The Middle East is on fire, the planet on the verge of world war, the Homeland Security director just ousted. It’d hard to pay attention to anything else. Still, if you want to know why news that the FBI has begun to turn over long-concealed “prohibited access” files to Congress might matter, just ask Seymour Hersh.
Fifty-two years ago, on December 21, 1974, the famed muckraker printed “Huge C.I.A. Operation Reported in U.S. Against Antiwar Forces, Other Dissidents In Nixon Years” in the New York Times. Hersh disclosed that “intelligence files on at least 10,000 American citizens were maintained by a special unit of the C.I.A.,” and spoke of “evidence of dozens of other illegal activities.” These misdeeds were part of a trove of dirty secrets in the CIA’s past that came to be known as the agency’s “Family Jewels.” Some sources Racketspoke with this week recalled the case in conjunction with news about the discovery of a cache of secret files at the FBI.
The “Family Jewels” story came to the surface after press reports of potential CIA involvement in the Watergate scandal.

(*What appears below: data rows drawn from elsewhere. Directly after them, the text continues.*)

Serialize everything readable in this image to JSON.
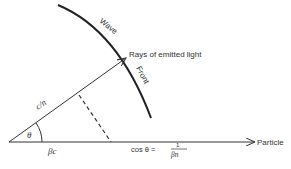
{
  "diagram": {
    "labels": {
      "wave": "Wave",
      "front": "Front",
      "rays": "Rays of emitted light",
      "ray_length": "c/n",
      "angle": "θ",
      "particle_distance": "βc",
      "particle": "Particle",
      "formula_lhs": "cos θ =",
      "formula_num": "1",
      "formula_den": "βn"
    },
    "colors": {
      "ink": "#333333",
      "background": "#ffffff"
    }
  }
}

The news led then-director James Schlesinger to sign a May 1973 directive mandating that subordinates compile files on all material that “might be construed to be against the legislative charter of the agency.”
The subsequent702-page reportincluded jaw-dropping details of assassination plots, infiltration of dissident groups, human experimentation, surveillance of reporters, a vast mail-opening program, and instructions to foreign police on bomb-making, sabotage, and other dubious activities written by the infamous counterintelligence official James Jesus Angleton. None of it was meant to be publicized, and some remains secret to this day.
“You have to understand, I didn’t get all the Family Jewels,” said Hersh, when reached this week. “We got a chunk. They censored maybe 40, 45 percent of the material. The first stuff I saw, it had a lot of deletions in it. It was just that’s the way they did it internally.” The significance was clear. “There were obviously things they didn’t want to put down in writing. But even in writing, they had an awful lot of bad stuff.”
The “Family Jewels” story rocked the intelligence world and ended up providing significant fodder for Senate hearings to investigate intelligence activities. Led by Idaho Senator Frank Church in 1975, the hearings led to some reforms, but it was never clear that the CIA or any other part of the intelligence community ever stopped engaging in off-books activities.
Hersh never believed the government fully disclosed such programs. He described hearing about things the CIA had been involved with, like foreign assassinations in the 1950s, that weren’t in the files.
“That’s the kind of stuff I know should have been in the Family Jewels,” he said. “There were certain things left out. I know there are things missing.”
While reporting this week on the FBI’s prohibited access materials, which are digital case files designed to be hidden in the FBI’s SENTINEL filing system that turn up false negatives when searched for by anyone but a small club of names around the bureau’s director, both current and former officials brought up the CIA’s “Family Jewels” as an analog.
“It’s James Jesus Angleton all over again,” sighed one.